In public finance, there is also a traditional presumption that well-calibrated Pigouvian taxes are better than direct quantity restriction or regulations because they allow people to express the intensity of their preferences. Recognizing that agents are behavioral can lead you to overturn this prescription. It makes it hard to calibrate Pigouvian taxes, and it also makes them less efficient. Cruder and simpler remedies, such as regulations on gas mileage, are more robust and become more attractive.Aggregate production functions, the disaggregation problem, and the Cambridge-Cambridge controversy
There's an interesting episode in the history of economic thought. It's called the Cambridge-Cambridge controversy. It pitted Cambridge, Massachusetts — Solow, Samuelson, people like that — against Cambridge, U.K. — Robinson, Sraffa, Pasinetti. The big debate was the use of an aggregate production function.
Bob Solow had just written his important article on the Solow growth model. That's the basic paradigm in economic growth. To represent the possibility frontiers of an economy, he used an aggregate production function. What the Cambridge, U.K., side attacked about this was the idea of one capital stock, one number. They argued that capital was very heterogeneous. You have buildings, you have machines. You're aggregating them up with prices into one capital stock. That's dodgy.
It degenerated into a highly theoretical debate about whether or not it's legitimate to use an aggregate production function and to use the notion of an aggregate capital stock. And the Cambridge, U.K., side won. They showed that it was very problematic to use aggregate production functions. Samuelson conceded that in a beautiful paper constructing a disaggregated model that you could not represent with an aggregate production function and one capital stock.
But it was too exotic and too complicated. It went nowhere. The profession moved on. Today, aggregate production functions are pervasive. They are used everywhere and without much questioning. One of the things David [Baqaee] and I are trying to do is to pick up where the Cambridge-Cambridge controversy left. You really need to start with a completely disaggregated economy and aggregate it up. ...
We have a name for our vision. We call it "macro as explicitly aggregated micro." The idea is you need to start from the very heterogeneous microeconomic environment to do justice to the heterogeneity that you see in the world and aggregate it up to understand macroeconomic phenomena. You can't start from macroeconomic aggregates. You really want to understand the behavior of economic aggregates from the ground up.

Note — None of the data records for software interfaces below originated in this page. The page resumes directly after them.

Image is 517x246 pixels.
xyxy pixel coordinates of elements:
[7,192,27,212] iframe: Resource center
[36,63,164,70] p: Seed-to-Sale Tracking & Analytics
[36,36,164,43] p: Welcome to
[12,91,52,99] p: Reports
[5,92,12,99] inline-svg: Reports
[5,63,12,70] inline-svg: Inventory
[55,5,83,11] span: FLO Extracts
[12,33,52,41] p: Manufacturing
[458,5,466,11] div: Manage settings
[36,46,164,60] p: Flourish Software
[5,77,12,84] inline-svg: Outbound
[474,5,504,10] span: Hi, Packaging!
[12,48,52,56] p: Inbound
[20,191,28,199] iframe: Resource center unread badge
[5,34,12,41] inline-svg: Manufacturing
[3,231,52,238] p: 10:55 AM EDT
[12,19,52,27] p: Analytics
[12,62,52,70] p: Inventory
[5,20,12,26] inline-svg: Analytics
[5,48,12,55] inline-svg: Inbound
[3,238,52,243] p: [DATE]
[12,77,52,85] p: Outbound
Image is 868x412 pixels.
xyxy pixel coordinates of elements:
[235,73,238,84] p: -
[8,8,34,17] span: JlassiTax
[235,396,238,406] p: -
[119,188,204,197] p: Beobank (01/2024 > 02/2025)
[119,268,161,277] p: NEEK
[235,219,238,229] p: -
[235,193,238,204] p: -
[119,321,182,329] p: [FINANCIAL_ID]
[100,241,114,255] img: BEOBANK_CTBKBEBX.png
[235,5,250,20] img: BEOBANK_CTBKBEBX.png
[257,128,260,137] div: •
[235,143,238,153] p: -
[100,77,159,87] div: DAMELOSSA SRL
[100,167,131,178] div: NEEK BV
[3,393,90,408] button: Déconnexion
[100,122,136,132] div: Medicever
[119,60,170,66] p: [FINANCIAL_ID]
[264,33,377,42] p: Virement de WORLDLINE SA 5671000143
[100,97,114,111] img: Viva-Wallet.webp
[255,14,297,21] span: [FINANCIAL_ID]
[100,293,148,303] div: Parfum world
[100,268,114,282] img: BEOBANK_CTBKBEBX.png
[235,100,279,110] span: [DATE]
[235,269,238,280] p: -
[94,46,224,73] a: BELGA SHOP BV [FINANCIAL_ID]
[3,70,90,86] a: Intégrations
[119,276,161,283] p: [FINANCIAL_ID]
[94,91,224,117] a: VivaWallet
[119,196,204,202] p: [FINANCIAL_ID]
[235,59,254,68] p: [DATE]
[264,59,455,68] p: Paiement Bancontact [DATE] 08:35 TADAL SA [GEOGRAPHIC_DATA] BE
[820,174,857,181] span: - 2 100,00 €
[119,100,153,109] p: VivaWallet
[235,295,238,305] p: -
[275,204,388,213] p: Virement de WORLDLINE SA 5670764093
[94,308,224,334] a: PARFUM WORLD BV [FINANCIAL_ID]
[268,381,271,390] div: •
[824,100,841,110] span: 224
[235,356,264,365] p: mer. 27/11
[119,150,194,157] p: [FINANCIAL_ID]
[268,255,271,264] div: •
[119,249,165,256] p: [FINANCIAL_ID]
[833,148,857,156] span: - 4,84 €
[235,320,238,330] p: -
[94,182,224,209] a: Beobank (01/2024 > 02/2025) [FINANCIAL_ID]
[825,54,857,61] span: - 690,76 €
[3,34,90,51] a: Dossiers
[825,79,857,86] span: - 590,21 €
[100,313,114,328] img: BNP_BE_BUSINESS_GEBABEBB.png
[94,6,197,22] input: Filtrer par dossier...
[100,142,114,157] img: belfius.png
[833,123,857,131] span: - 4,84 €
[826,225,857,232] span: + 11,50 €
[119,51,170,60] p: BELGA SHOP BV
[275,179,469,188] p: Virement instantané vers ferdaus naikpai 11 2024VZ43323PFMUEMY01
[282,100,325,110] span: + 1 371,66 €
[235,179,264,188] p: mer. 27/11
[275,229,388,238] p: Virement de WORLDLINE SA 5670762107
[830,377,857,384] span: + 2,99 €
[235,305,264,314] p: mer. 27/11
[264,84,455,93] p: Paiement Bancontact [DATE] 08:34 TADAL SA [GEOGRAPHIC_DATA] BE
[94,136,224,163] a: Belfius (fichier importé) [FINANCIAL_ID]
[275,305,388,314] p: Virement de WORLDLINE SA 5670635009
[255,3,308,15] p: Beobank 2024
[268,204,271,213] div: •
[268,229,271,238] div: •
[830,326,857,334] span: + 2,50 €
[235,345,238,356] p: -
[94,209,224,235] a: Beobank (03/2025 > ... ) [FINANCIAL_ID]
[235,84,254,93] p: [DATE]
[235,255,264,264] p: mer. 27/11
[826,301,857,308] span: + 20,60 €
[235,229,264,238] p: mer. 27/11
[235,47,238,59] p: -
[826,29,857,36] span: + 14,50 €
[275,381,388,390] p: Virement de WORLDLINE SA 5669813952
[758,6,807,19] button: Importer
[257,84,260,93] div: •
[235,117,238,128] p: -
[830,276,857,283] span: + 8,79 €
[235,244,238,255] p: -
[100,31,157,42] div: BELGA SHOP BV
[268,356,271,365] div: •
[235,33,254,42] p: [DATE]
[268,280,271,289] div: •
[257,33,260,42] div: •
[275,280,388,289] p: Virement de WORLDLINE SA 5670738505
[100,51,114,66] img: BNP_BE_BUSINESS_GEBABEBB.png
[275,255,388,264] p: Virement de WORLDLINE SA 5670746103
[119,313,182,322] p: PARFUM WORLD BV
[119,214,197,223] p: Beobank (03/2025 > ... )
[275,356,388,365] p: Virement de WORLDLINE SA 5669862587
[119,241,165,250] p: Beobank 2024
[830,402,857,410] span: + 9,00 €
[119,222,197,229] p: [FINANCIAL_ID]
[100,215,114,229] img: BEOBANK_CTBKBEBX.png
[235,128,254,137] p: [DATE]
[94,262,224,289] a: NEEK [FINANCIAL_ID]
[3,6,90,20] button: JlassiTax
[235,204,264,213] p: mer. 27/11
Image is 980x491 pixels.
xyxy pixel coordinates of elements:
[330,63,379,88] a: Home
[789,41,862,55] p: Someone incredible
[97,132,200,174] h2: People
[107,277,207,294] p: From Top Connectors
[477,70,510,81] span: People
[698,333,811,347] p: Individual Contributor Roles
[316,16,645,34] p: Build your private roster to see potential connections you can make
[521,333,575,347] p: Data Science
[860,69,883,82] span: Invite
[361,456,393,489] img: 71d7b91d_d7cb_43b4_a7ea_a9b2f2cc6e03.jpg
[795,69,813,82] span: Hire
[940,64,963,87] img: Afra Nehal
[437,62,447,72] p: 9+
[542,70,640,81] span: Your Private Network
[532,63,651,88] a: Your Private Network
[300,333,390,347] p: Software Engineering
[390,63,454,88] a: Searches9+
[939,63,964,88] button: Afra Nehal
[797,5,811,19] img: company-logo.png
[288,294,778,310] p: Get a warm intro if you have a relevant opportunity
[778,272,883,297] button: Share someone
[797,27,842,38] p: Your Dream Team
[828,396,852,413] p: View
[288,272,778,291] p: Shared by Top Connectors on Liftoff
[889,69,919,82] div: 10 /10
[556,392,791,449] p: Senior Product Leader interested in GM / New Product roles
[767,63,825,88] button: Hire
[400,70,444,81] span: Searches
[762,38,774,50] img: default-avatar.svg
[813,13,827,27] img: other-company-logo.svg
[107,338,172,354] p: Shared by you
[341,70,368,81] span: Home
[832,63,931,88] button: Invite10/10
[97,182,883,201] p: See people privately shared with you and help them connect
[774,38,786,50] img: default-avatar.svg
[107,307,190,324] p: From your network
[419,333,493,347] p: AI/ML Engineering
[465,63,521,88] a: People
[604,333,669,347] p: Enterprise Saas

For example, you can't just come up with your measure of aggregate TFP [total factor productivity] and study that. You need to derive it from first principles. You need to understand exactly what aggregate TFP is. I talked about aggregate TFP and markups, but the agenda is much broader than that. It bears on the elasticity of substitution between factors: between capital and labor, or between skilled labor, unskilled labor, and capital. It bears on the macroeconomic bias of increasing automation. It bears on the degree of macroeconomic returns to scale underlying endogenous growth. It bears on the gains from trade and the impact of tariffs. In short, it is relevant to the most fundamental concepts in macroeconomics.
For a retrospective recounting of what happened in the Cambridge-Cambridge controversies, a useful starting point is Avi J. Cohen and G. C. Harcourt. 2003. "Retrospectives: Whatever Happened to the Cambridge Capital Theory Controversies?" Journal of Economic Perspectives, 17 (1): 199-214.